|
Hanging Village in a mountainous area in Ningwu, Shanxi province, is 2,300 meters above sea level. [Photo by Jiang Dong/China Daily]
|
North China's Shanxi province has plenty of wonderful sites and sights, but three particularly unusual ancient relics and strange bits of architecture that have been around for hundreds of years are a cliff temple, hanging coffins, and a village built on the face of a cliff in the Luya Mountain Scenic Area of Ningwu county, that can all be visited within a day.
The three are a great choice, even compared to the rest of the delights the country has to offer and are located on a somewhat remote mountain but have good access.
They're within an hour's drive, about 30 kilometers, of downtown Ningwu and 180 km to the northwest of the city of Taiyuan, the provincial capital.
That drive from Taiyuan is itself interesting as it takes you through small towns and villages through some undulating countryside cut with steep ravines in the loess soil and endless fields of green planted with corn and other vegetables growing on plots of varying sizes.
The hanging temple was built with the help of an interestingly ingenious plank road no more than 2 meters wide that dates back to the Zhenyuan period (785-805) of the Tang Dynasty (618-907), a prosperous and fervent period for Chinese Buddhism. It was constructed out of wooden poles inserted into bore holes in the practically vertical cliff then covered with wooden planks, more than 100 meters above the ground.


### Your goal
Would you return each entry exactly as written, omitting any pictures?

### Excerpted records

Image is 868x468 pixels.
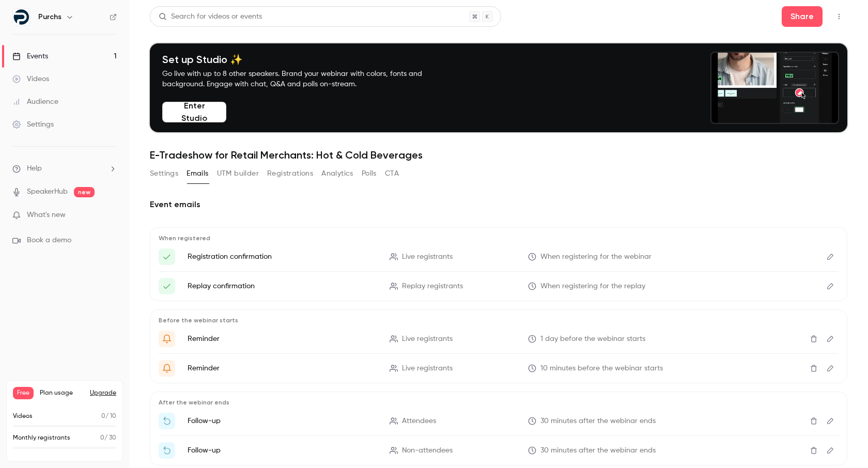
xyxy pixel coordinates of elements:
button: Edit [822,442,839,458]
span: Book a demo [27,235,71,246]
p: / 30 [101,433,116,443]
button: Upgrade [90,389,116,397]
button: Delete [806,442,822,458]
li: Here's your access link to {{ event_name }}! [159,249,839,265]
button: Edit [822,413,839,429]
button: Delete [806,413,822,429]
div: Audience [12,96,58,107]
p: Replay confirmation [187,281,377,291]
span: 0 [101,413,106,419]
span: new [74,187,95,198]
p: / 10 [101,412,116,421]
p: Registration confirmation [187,251,377,262]
li: {{ event_name }} is about to go live [159,360,839,376]
span: When registering for the replay [540,281,645,292]
span: 1 day before the webinar starts [540,334,645,344]
span: Live registrants [402,363,453,374]
p: Before the webinar starts [159,316,839,324]
span: Help [27,163,42,174]
button: Emails [186,166,208,182]
h2: Event emails [150,198,847,211]
p: Follow-up [187,416,377,426]
button: Enter Studio [162,101,226,122]
span: When registering for the webinar [540,251,651,263]
div: Videos [12,74,49,84]
button: Registrations [267,166,313,182]
p: Reminder [187,363,377,374]
button: Edit [822,249,839,265]
span: Attendees [402,416,436,426]
div: Settings [12,120,54,130]
button: UTM builder [217,166,259,182]
span: Live registrants [402,334,453,344]
p: Go live with up to 8 other speakers. Brand your webinar with colors, fonts and background. Engage... [162,68,447,89]
h6: Purchs [38,12,62,23]
span: 10 minutes before the webinar starts [540,363,663,374]
div: Events [12,51,48,62]
p: Videos [13,412,33,421]
a: SpeakerHub [27,186,68,198]
h4: Set up Studio ✨ [162,53,447,66]
button: Delete [806,360,822,376]
span: What's new [27,210,66,220]
p: When registered [159,234,839,242]
button: CTA [385,166,399,182]
p: Reminder [187,334,377,344]
button: Edit [822,330,839,347]
li: Thanks for attending {{ event_name }} [159,413,839,429]
li: help-dropdown-opener [12,163,117,174]
span: 30 minutes after the webinar ends [540,416,656,426]
p: Follow-up [187,445,377,456]
li: Watch the replay of {{ event_name }} [159,442,839,458]
span: Free [13,387,34,400]
li: Get Ready for '{{ event_name }}' tomorrow! [159,330,839,347]
img: Purchs [13,9,29,25]
button: Share [782,6,823,27]
span: Live registrants [402,251,453,263]
span: 30 minutes after the webinar ends [540,445,656,456]
p: After the webinar ends [159,398,839,406]
li: Here's your access link to {{ event_name }}! [159,278,839,295]
span: Replay registrants [402,281,463,292]
span: Non-attendees [402,445,453,456]
button: Settings [150,166,179,182]
button: Analytics [322,166,354,182]
button: Edit [822,360,839,376]
span: Plan usage [40,389,84,397]
button: Delete [806,330,822,347]
iframe: Noticeable Trigger [104,211,117,220]
button: Edit [822,278,839,295]
p: Monthly registrants [13,433,70,443]
h1: E-Tradeshow for Retail Merchants: Hot & Cold Beverages [150,149,847,161]
button: Polls [362,166,376,182]
div: Search for videos or events [159,11,262,23]
span: 0 [101,435,104,441]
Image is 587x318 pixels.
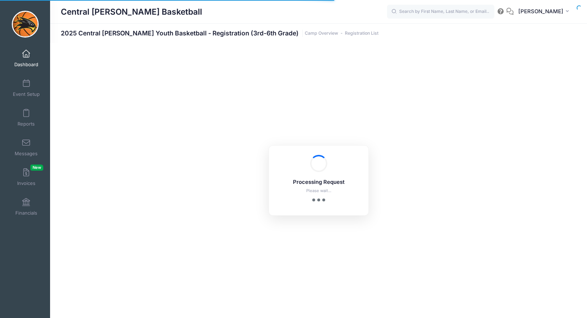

######

### Task output
Image is 868x468 pixels.
xyxy pixel coordinates of elements:
button: Edit [822,442,839,458]
span: Book a demo [27,235,71,246]
p: / 30 [101,433,116,443]
button: Upgrade [90,389,116,397]
button: Delete [806,442,822,458]
li: Here's your access link to {{ event_name }}! [159,249,839,265]
button: Edit [822,413,839,429]
button: Delete [806,413,822,429]
div: Audience [12,96,58,107]
p: Replay confirmation [187,281,377,291]
span: 0 [101,413,106,419]
span: new [74,187,95,198]
p: / 10 [101,412,116,421]
p: Registration confirmation [187,251,377,262]
li: {{ event_name }} is about to go live [159,360,839,376]
span: When registering for the replay [540,281,645,292]
span: 1 day before the webinar starts [540,334,645,344]
span: Live registrants [402,363,453,374]
p: Before the webinar starts [159,316,839,324]
span: Help [27,163,42,174]
button: Emails [186,166,208,182]
h2: Event emails [150,198,847,211]
p: Follow-up [187,416,377,426]
button: Enter Studio [162,101,226,122]
span: When registering for the webinar [540,251,651,263]
div: Videos [12,74,49,84]
button: Registrations [267,166,313,182]
p: Reminder [187,363,377,374]
button: Edit [822,249,839,265]
span: Attendees [402,416,436,426]
div: Settings [12,120,54,130]
button: UTM builder [217,166,259,182]
span: Live registrants [402,334,453,344]
p: Go live with up to 8 other speakers. Brand your webinar with colors, fonts and background. Engage... [162,68,447,89]
h6: Purchs [38,12,62,23]
span: 10 minutes before the webinar starts [540,363,663,374]
div: Events [12,51,48,62]
p: Videos [13,412,33,421]
a: SpeakerHub [27,186,68,198]
h4: Set up Studio ✨ [162,53,447,66]
button: Delete [806,360,822,376]
span: What's new [27,210,66,220]
p: When registered [159,234,839,242]
button: CTA [385,166,399,182]
p: Reminder [187,334,377,344]
button: Edit [822,330,839,347]
li: Thanks for attending {{ event_name }} [159,413,839,429]
li: help-dropdown-opener [12,163,117,174]
span: 30 minutes after the webinar ends [540,416,656,426]
p: Follow-up [187,445,377,456]
li: Watch the replay of {{ event_name }} [159,442,839,458]
span: Free [13,387,34,400]
li: Get Ready for '{{ event_name }}' tomorrow! [159,330,839,347]
img: Purchs [13,9,29,25]
button: Share [782,6,823,27]
span: Live registrants [402,251,453,263]
span: 30 minutes after the webinar ends [540,445,656,456]
p: After the webinar ends [159,398,839,406]
li: Here's your access link to {{ event_name }}! [159,278,839,295]
span: Replay registrants [402,281,463,292]
span: Non-attendees [402,445,453,456]
button: Settings [150,166,179,182]
button: Analytics [322,166,354,182]
button: Edit [822,360,839,376]
span: Plan usage [40,389,84,397]
button: Delete [806,330,822,347]
iframe: Noticeable Trigger [104,211,117,220]
button: Edit [822,278,839,295]
p: Monthly registrants [13,433,70,443]
h1: E-Tradeshow for Retail Merchants: Hot & Cold Beverages [150,149,847,161]
button: Polls [362,166,376,182]
div: Search for videos or events [159,11,262,23]
span: 0 [101,435,104,441]
Image is 587x318 pixels.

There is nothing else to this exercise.